The activities in this lesson will engage students in thinking about how a person’s position, needs, and concerns affect their point of view on an issue. Students will apply this to characters in "The Memory String" by Eve Bunting.
Students will be able to identify at least two different points of view in a story.
Students will be able to explain how a character’s point of view shapes their understanding and stance.
The adjustment to the whole group lesson is a modification to differentiate for children who are English learners.
EL adjustments
Introduction
(10 minutes)
Write this statement on the board: "Recess is fun."
Ask students to think about this statement silently for about 30 seconds and consider whether they think it is true or false. Suggest that they consider reasons to support their conclusion.
Take a poll (who thinks it's true and who thinks it's false) and then call on a few students to share their thoughts.
Now insert the word "always" before the word "fun" in the statement and ask students to reconsider their stance. This time, stress that you are not asking whether they agree or disagree from a personal standpoint, but whether they believe that recess is always fun for kids.
Discuss: Did changing the statement alter their stance? Why? (Students may realize that recess isn't always fun, it depends on your perspective—if you don't have anyone to play with, if you have a hard time socializing, if you are getting mistreated, if others aren't sharing equipment, etc.)
Tell students that in this lesson, they are going to learn how to consider a character's point of view and how it shapes a person's understanding and stance.
Beginning
Provide sentence stems for class discussion (e.g., "Recess is/is not always fun for kids because..." or "I changed my answer because...").
Intermediate
Provide student-friendly definitions for words like "point of view" and "stance."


● **WHAT THE TASK REQUIRES**:
Please reproduce each line of the data below exactly as shown.

[Collected data]

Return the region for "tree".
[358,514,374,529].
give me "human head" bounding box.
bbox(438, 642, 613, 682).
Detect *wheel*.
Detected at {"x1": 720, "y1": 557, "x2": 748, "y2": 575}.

● **ANSWER TO THIS EXERCISE**:
Return the region for "tree".
[358,514,374,529].
give me "human head" bounding box.
bbox(438, 642, 613, 682).
Detect *wheel*.
Detected at {"x1": 720, "y1": 557, "x2": 748, "y2": 575}.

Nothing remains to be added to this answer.